Oxidative stress has emerged as a strong pathogenic co-factor in the development of long-term complications of diabetes, such as atherosclerosis, nephropathy, and retinopathy (45). Although the role of NADPH oxidase in type 1 diabetes is still not clear, ROS have been found to be among the first damaging species generated in islet cells after streptozotocin administration in rodents and may kill islet cells (45). An interesting study by Wautier et al. (46) showed that incubation of human endothelial cells with red blood cells isolated from patients with type 1 diabetes but not from normal volunteers activated endothelial NADPH oxidase and increased endothelial ROS generation, which was due to the formation of advanced glycation end products on the surface of diabetic red blood cells. In type 2 diabetes, a major pathophysiological alteration is insulin resistance, and there is a growing body of evidence demonstrating the coexistence of insulin resistance and endothelial dysfunction. Endothelial dysfunction characterized by increased NADPH oxidase–dependent ROS generation has been shown in animal models of diabetes (47,48) and in patients with diabetes (42). As a result of the effects of aging, hyperlipidemia, hypertension, and other factors, patients with type 2 diabetes are more likely to develop vascular and renal complications.

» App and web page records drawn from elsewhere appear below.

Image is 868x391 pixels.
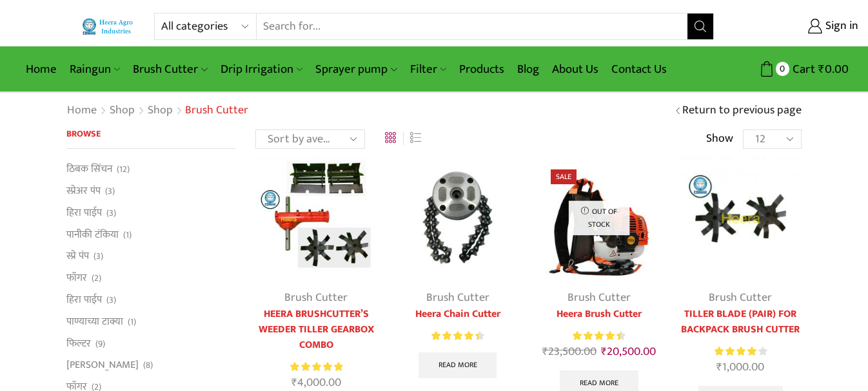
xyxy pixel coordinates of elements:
[426,288,489,307] a: Brush Cutter
[537,157,660,279] img: Heera Brush Cutter
[214,54,309,84] a: Drip Irrigation
[569,201,630,235] p: Out of stock
[403,54,453,84] a: Filter
[143,359,153,372] span: (8)
[105,185,115,198] span: (3)
[66,289,102,311] a: हिरा पाईप
[20,54,63,84] a: Home
[66,245,89,267] a: स्प्रे पंप
[601,342,607,362] span: ₹
[284,288,347,307] a: Brush Cutter
[256,130,365,149] select: Shop order
[397,157,518,279] img: Heera Chain Cutter
[123,229,132,242] span: (1)
[709,288,772,307] a: Brush Cutter
[66,355,138,376] a: [PERSON_NAME]
[66,181,100,202] a: स्प्रेअर पंप
[551,170,577,184] span: Sale
[679,157,802,279] img: Tiller Blade for Backpack Brush Cutter
[147,103,173,119] a: Shop
[682,103,802,119] a: Return to previous page
[717,358,764,377] bdi: 1,000.00
[66,103,98,119] a: Home
[66,311,123,333] a: पाण्याच्या टाक्या
[572,329,620,343] span: Rated out of 5
[127,316,136,329] span: (1)
[127,54,213,84] a: Brush Cutter
[109,103,135,119] a: Shop
[309,54,403,84] a: Sprayer pump
[537,307,660,323] a: Heera Brush Cutter
[717,358,722,377] span: ₹
[256,14,687,39] input: Search for...
[290,360,342,374] span: Rated out of 5
[66,333,91,355] a: फिल्टर
[818,59,848,79] bdi: 0.00
[776,62,789,76] span: 0
[66,162,112,180] a: ठिबक सिंचन
[93,250,103,263] span: (3)
[789,60,815,78] span: Cart
[95,338,105,351] span: (9)
[431,329,478,343] span: Rated out of 5
[605,54,673,84] a: Contact Us
[542,342,596,362] bdi: 23,500.00
[542,342,548,362] span: ₹
[256,307,377,353] a: HEERA BRUSHCUTTER’S WEEDER TILLER GEARBOX COMBO
[256,157,377,279] img: Heera Brush Cutter’s Weeder Tiller Gearbox Combo
[63,54,127,84] a: Raingun
[714,345,757,358] span: Rated out of 5
[572,329,625,343] div: Rated 4.55 out of 5
[106,207,116,220] span: (3)
[419,352,497,379] a: Read more about “Heera Chain Cutter”
[431,329,484,343] div: Rated 4.50 out of 5
[687,14,713,39] button: Search button
[714,345,767,358] div: Rated 4.00 out of 5
[66,224,119,245] a: पानीकी टंकिया
[727,58,848,82] a: 0 Cart ₹0.00
[185,104,248,118] h1: Brush Cutter
[601,342,656,362] bdi: 20,500.00
[290,360,342,374] div: Rated 5.00 out of 5
[453,54,510,84] a: Products
[397,307,518,323] a: Heera Chain Cutter
[66,202,102,224] a: हिरा पाईप
[117,163,130,176] span: (12)
[706,131,733,148] span: Show
[66,127,100,141] span: Browse
[106,294,116,307] span: (3)
[510,54,545,84] a: Blog
[567,288,631,307] a: Brush Cutter
[66,103,248,119] nav: Breadcrumb
[733,15,859,38] a: Sign in
[818,59,824,79] span: ₹
[679,307,802,338] a: TILLER BLADE (PAIR) FOR BACKPACK BRUSH CUTTER
[822,18,859,35] span: Sign in
[92,272,101,285] span: (2)
[66,267,87,290] a: फॉगर
[545,54,605,84] a: About Us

The kidney is vulnerable to oxidative damage. Although the origin of increased ROS generation in renal diseases is multifactorial, the kidney is now known to express NADPH oxidase and generate ROS (6,10,13). The expression of p22phox, p47phox, and p67phox has been reported in renal mesangial cells (5), and Nox4 was cloned from the kidney and found highly expressed in renal tubular cells (6,13). Healthy kidneys generate small amounts of ROS, which are tolerated without any apparent damage. However, in the setting of hemodynamic changes, excessive ROS may be produced by dysfunctional kidney cells and cause further injury (10). It has been shown that kidneys from adult spontaneously hypertensive rats (SHR) express significantly higher level of NADPH oxidase and produce more ROS than normal controls (49). In another study, the enzymatic sources of O2- generation were examined in different regions of the rat kidney, and it was reported that a higher NADPH-oxidase–dependent O2- generation was present in renal cortex and outer medulla than in the papilla (50). The ROS generated in the kidney have been suggested to regulate renal medullary blood flow in the long-term control of arterial BP, and increased oxidative stress may lead to renovascular hypertension (3,51).

Glomerular mesangial cells are target cells of diabetic nephropathy and endowed with a NADPH oxidase. The endothelial cell lining of the glomerulus is strategically situated at the interface between the blood and the mesangium and expresses a constitutively active NADPH oxidase (49). Exposing mesangial cells as well as endothelial cells to a diabetic environment such as high glucose or free fatty acids activates NADPH oxidase and increases ROS generation (20). Increased levels of oxidized LDL and hyperlipidemia are also potent activators of NADPH oxidase and also recognized as pathogenic factors in long-term complications of diabetes (52,53). In addition, the intrarenal concentration of Ang II is much higher than in the serum. Ang II activates NADPH oxidase in both mesangial cells (17) and endothelial cells (39). More direct, in a rat model of diabetic nephropathy, upregulation of the p47phox subunit of NADPH oxidase and an increase in ROS production has been demonstrated (54). Increased O2- produced within the glomerular microcirculation decreases NO bioactivity on mesangial contraction and arteriolar tone and may contribute to many of the renal hemodynamic and vascular abnormalities observed during the initiation and established phase of diabetic nephropathy. The consequences of oxidative stress may lead to glomerular cell apoptosis, endothelial dysfunction, leukocyte adherence, and impaired coagulation in the kidney (55,56).

In summary, the nonphagocytic NADPH oxidase has emerged as a potentially important target to focus on to explore the mechanisms underlying the pathogenesis of long-term complications in patients with diabetes. Modulation of this enzymatic complex could be a promising step to prevent oxidative stress implicated in renal dysfunction. Possible therapeutic approaches include the use of antioxidants or direct pharmaceutical or genetic manipulation of NADPH oxidase expression and activity.


    Acknowledgments
 
This work was supported by British Heart Foundation Program Grant RG/98008. Dr. Shah holds the BHF Chair of Cardiology in King’s College London.